28. McCormish calls this "a shameful judicial murder, when John of Olden Barneveld, the foremost citizen of the Netherlands, after forty years of the noblest public service, was beheaded on an absurd charge of treason...." McComish, The Epigones: A Study of the Theology of the Genevan Academy at the Time of the Synod of Dort (Pickwick Publications, 1989) at 124-25. He was killed
29. Samuel Parr, LL.D, The Works of Samuel Parr (Longman, Rees, Orme, Brown, and Green, 1828) at 212.

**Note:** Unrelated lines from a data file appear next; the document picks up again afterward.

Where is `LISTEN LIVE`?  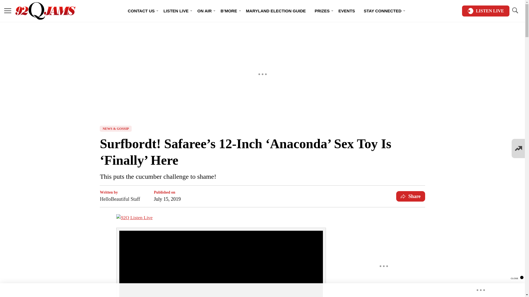 LISTEN LIVE is located at coordinates (485, 11).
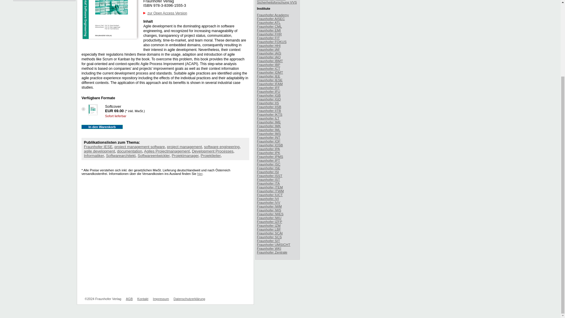 This screenshot has width=565, height=318. I want to click on Fraunhofer AISEC, so click(271, 19).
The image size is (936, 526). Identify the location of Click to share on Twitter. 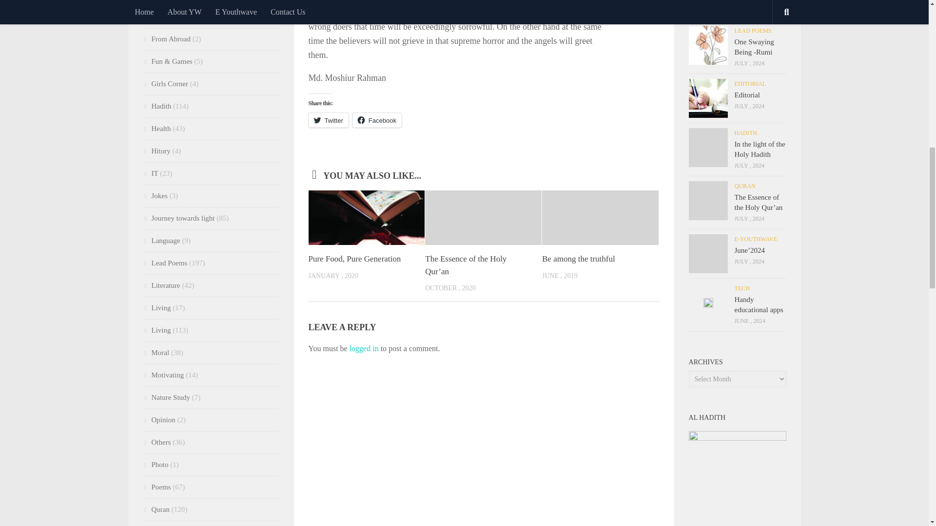
(327, 120).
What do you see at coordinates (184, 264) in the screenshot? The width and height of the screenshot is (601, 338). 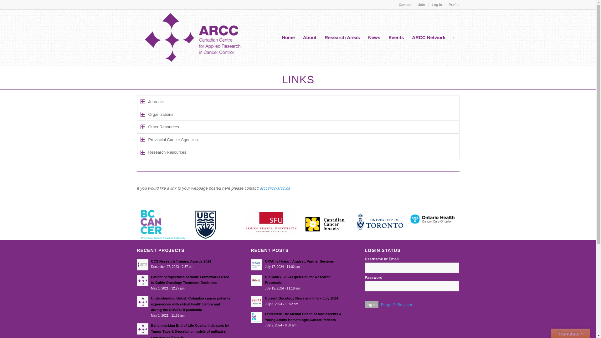 I see `CCS Research Training Awards 2024` at bounding box center [184, 264].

30. "The Friends believed that God's grace did not filter through the hierarchy of the religious elite, but reached each person directly. In taking this theological approach, the Quakers bypassed the authority of clergy and rulers, and recognized that the common person could be elevated to the `priesthood of all believers.' This rendered the current cultural order obsolete and formed the core ideal of the American republic that would arise more than a century later." "The Flushing Remonstrance" in the Liberty Magazine, available online at http://www.libertymagazine.org/article/articleview/532/1/86/ (accessed 7/5/2008).
31. "The Flushing Remonstrance" in the Liberty Magazine, available online at http://www.libertymagazine.org/article/articleview/532/1/86/ (accessed 7/5/2008).

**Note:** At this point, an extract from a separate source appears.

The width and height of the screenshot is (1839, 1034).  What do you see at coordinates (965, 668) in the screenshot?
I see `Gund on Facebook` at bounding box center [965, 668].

33. The difference between a Puritan and a Pilgrim is simple. A Puritan wanted to purify the Anglican church. The Pilgrim was a Puritan who gave up the effort, and decided a life of pilgrimage to others lands to live a Christian life. See . Hence, Pilgrims were known as Puritans who separated from the Anglican church. See http://www.pilgrimhall.org/PSNoteNewPilgrimPuritan.htm (2/24/2008).
34. These are the editor's words in a footnote to Thomas Paine, The Theological Works (J.P.Mendum: 1859) at 181.

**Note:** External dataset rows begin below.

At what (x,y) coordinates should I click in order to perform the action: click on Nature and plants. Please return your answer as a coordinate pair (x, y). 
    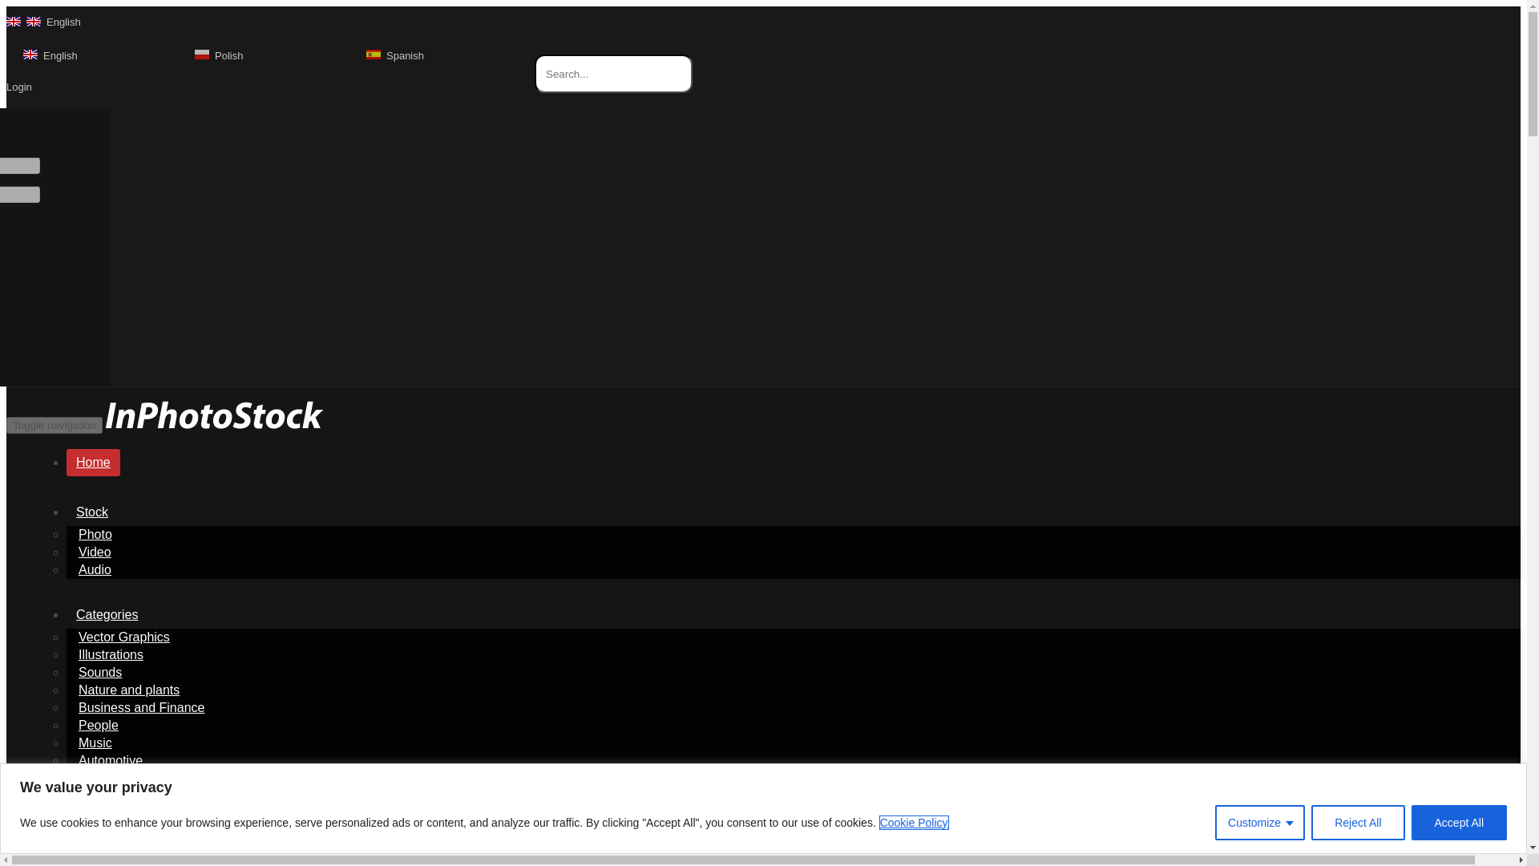
    Looking at the image, I should click on (128, 689).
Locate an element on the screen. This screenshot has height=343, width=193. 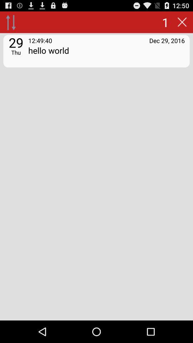
scroll until the hello world icon is located at coordinates (107, 55).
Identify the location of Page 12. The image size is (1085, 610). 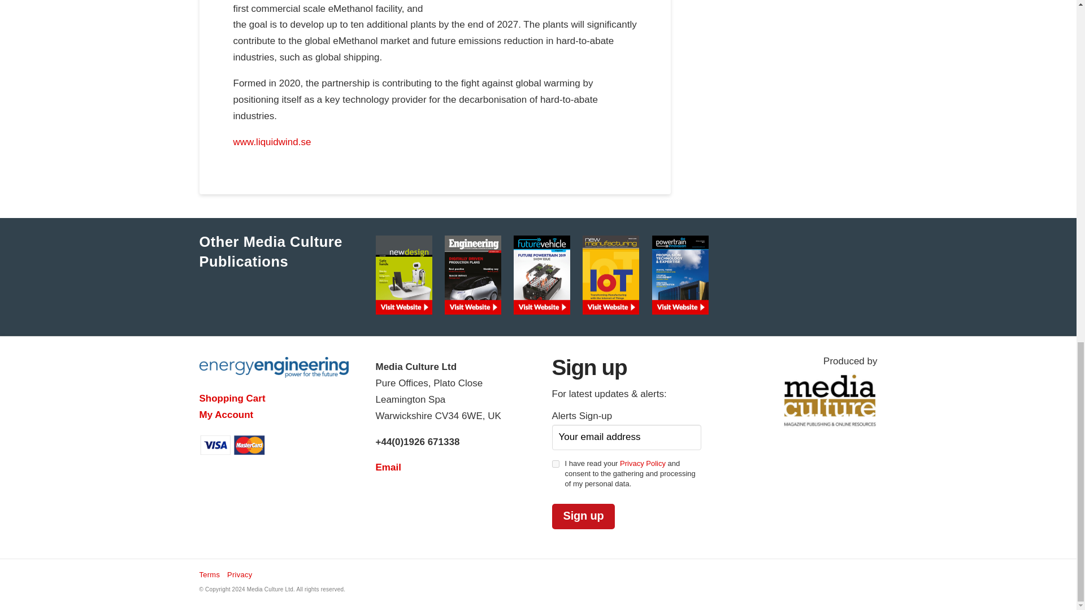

35. "Salem Witch Trials," http://en.wikipedia.org/wiki/Salem_witch_trials (accessed 2/18/2008). "Much, but not all, of the evidence used against the accused was `spectral evidence,' or the testimony of the afflicted who claimed to see the apparition or the shape of the person who was allegedly afflicting them." Id. The Rev. William Milbourne, a Baptist minister in Boston, publicly petitioned the General Assembly in early June 1692, challenging the use of spectral evidence by the Court. Milbourne had to post 200£ bond or be arrested for "contriving, writing and publishing the said scandalous Papers." Id. To the same effect was the petition on June 15, 1692 of twelve local ministers including Increase Mather, Samuel Willard, and Cotton Mather. It was entitled The Return of several Ministers to the Governor and Council in Boston, cautioning the authorities not to rely entirely on the use of spectral evidence, stating, "Presumptions whereupon persons may be Committed, and much more, Convictions whereupon persons may be Condemned as Guilty of Witchcrafts, ought certainly to be more considerable, than barely the Accused Persons being Represented by a Spectre unto the Afflicted."